While referring to her song, “The Sacrifice,” Dolly noted that it “kind of sums [her determination] up. It says, ‘I was gonna be rich no matter how much it cost / And I was going to win no matter how much I lost / Down through the years I’ve kept my eye on the prize / And you ask if it’s worth the sacrifice.’ I think it is, for me.”

Dolly’s grandfather — a preacher and a sharecropper — chastised her for dressing like the “town tramp,” she explained to the outlet, referring to a woman in their neighborhood who wore high heels and tight skirts. 

“She was flamboyant. She had bright red lipstick, long red fingernails,” the “Jolene” hitmaker said. “She had high-heeled shoes, little floating plastic goldfish in the heels of them, short skirts, low-cut tops, and I just thought she was beautiful. When people would say, ‘She ain’t nothing but trash,’ I would always say, ‘Well, that’s what I’m gonna be when I grow up.’”

In her interview, Dolly pointed out that even music executives challenged her wardrobe while her recording career reached new heights. 

“I’ve always been true to myself,” the former Hannah Montana star said. “That was what my mama always used to say: ‘To thine own self, be true.’ I put a lot of stock in that. Everything I do, whether it’s my personality, how I conduct myself and business, or whatever, if I do it my way — according to what I understand and believe — there’s a strength in that. You can think, ‘I can stand by this, I can live by this.’” 
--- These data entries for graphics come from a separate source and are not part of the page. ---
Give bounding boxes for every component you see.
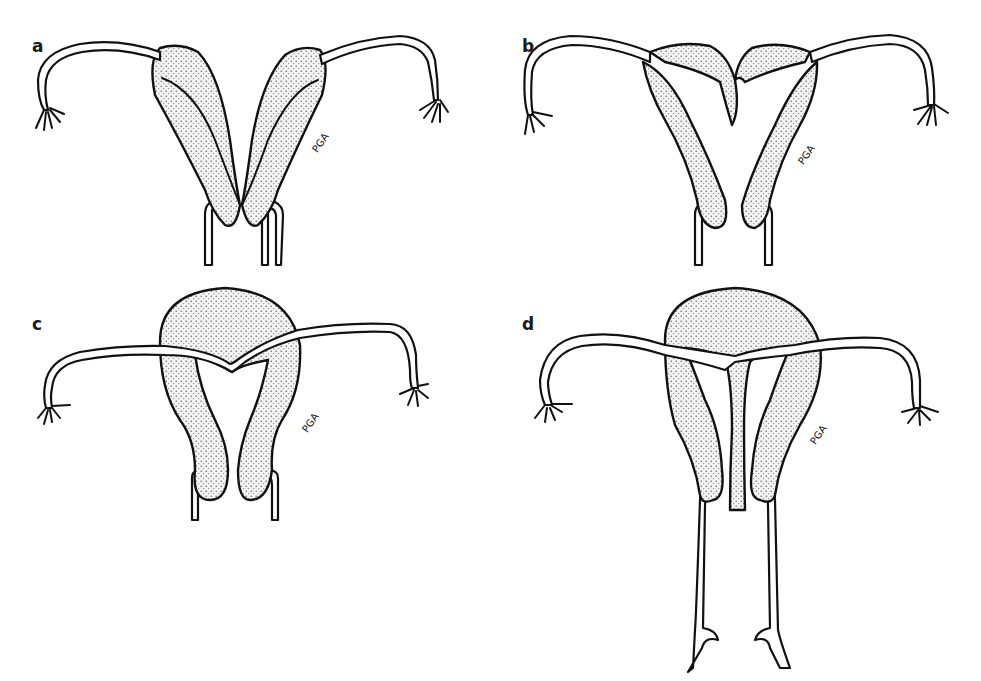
panel-label-a: a	[32, 36, 43, 56]
figure-canvas	[0, 0, 981, 681]
panel-label-b: b	[522, 36, 534, 56]
panel-label-d: d	[522, 314, 534, 334]
panel-c-drawing	[38, 288, 428, 520]
panel-label-c: c	[32, 314, 42, 334]
panel-b-drawing	[524, 35, 948, 265]
panel-a-drawing	[36, 36, 448, 265]
panel-d-drawing	[535, 288, 938, 672]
Though Dolly admittedly cared about people’s opinions, she noted, “I never cared so much that it keeps me from being me.” 

In the early years of her singing career, critics mocked Dolly’s sense of fashion. However, she pointed out that her look “came from a very serious place.” 

“That’s how I thought I looked best,” she explained. “Sometimes, that’s worked for me; sometimes it can work against you. It took me probably years longer to be taken serious, but I wasn’t willing to change it, and I figured if I had the talent, it’d show up sooner or later [sic].”